Test results have concentrated on the ability to underexpose and recover information in spite of circuit nose...that ability has gotten better...and that has been called 'better dynamic range' But not the inherent data capacity of a shot, which is the rationale behind ETTR. 14-bit width can capture tonal information with 16,384 levels of precision.; 15 bits doubles that number, and provides twice as many levels for a given low light area of the scene, which is what one is trying to accomplish with ETTR...give more bits to the darker areas.
How does the same product have fewer bits of DR (14 vs 16) yet achieve 1 stop wider dynamic range (15)
There's no inherent relationship between dynamic range and bit 'depth'. Simply put, you can make a bit as wide or as narrow in terms of dynamic range as you want - it's arbitrary.

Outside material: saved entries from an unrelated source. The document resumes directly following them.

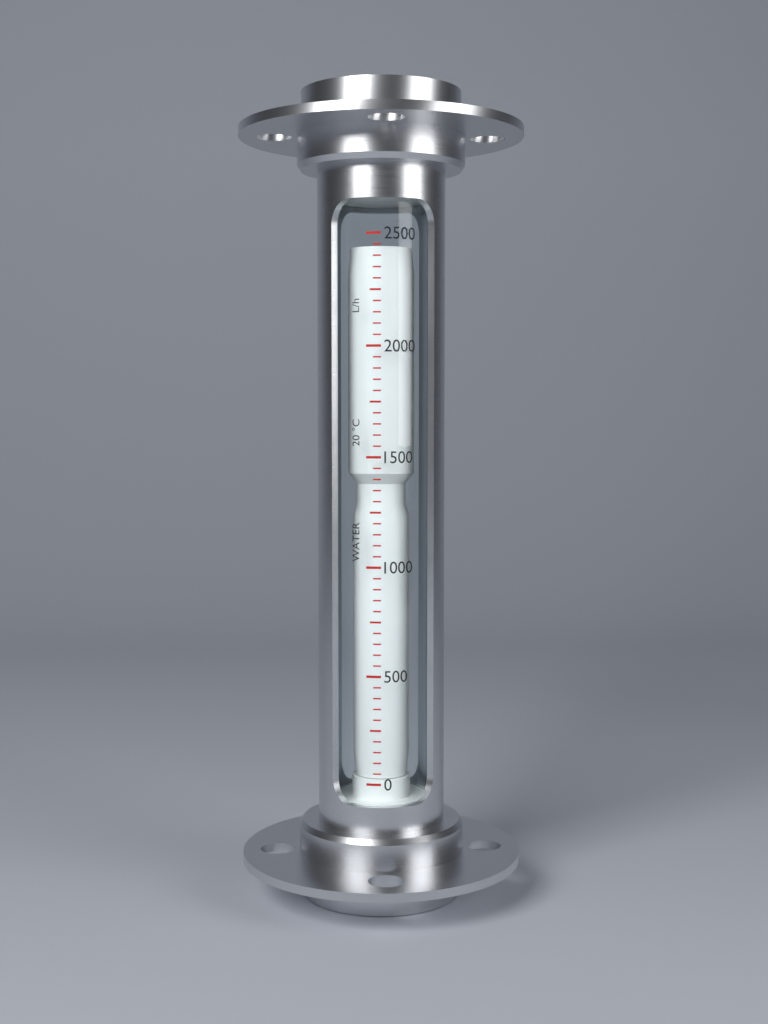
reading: 2450 L/h
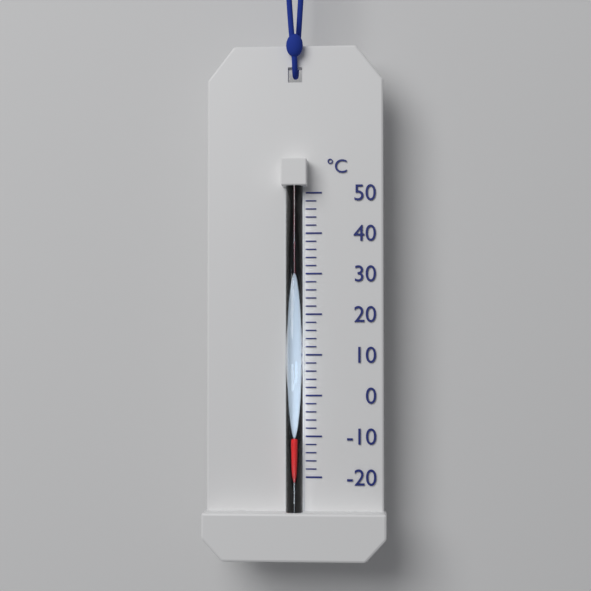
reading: -10 °C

Also, the fact that a device outputs a nominal 16 bit signal doesn't mean its actual resolution is the same. It's generally lower, sometimes much less so.
16 bits per color channel in the Leica! We need to understand how the bits are employed differently, to understand what that actually translates to...does 14 v 16bit matter?, if there is a relevant difference in dynamic range between the two. For example, using Leica information...
For the Leica S,
How does the same product have fewer bits of DR (14 vs 16) yet achieve 1 stop wider dynamic range (15), in the same Leica S typ 007 with difference of 2 bits of width?! One needs insider understanding how the 16-bit standard digital word is actually allocated.
- Leica documentation (August 2015) states: Dynamic range: 13 stops, Colour depth: 16 bits per pixel https://www.bhphotovideo.com/lit_files/103859.pdf?BI=734&KBID=1035
- Yet other Leica documenstation (Spet 2014) also states: Dynamic Range Up to 15 f-stops. Color Resolution 14 Bit per pixel. https://leica-camera.com/sites/default/files/pm-91418-Datenblatt_S-Typ-007_e_AP.PDF
Looks like you have work to do for the correct answers to those questions…
I could find no Leica-provided information on the topic. Lots of speculative discussion by Joe Average and his cousins.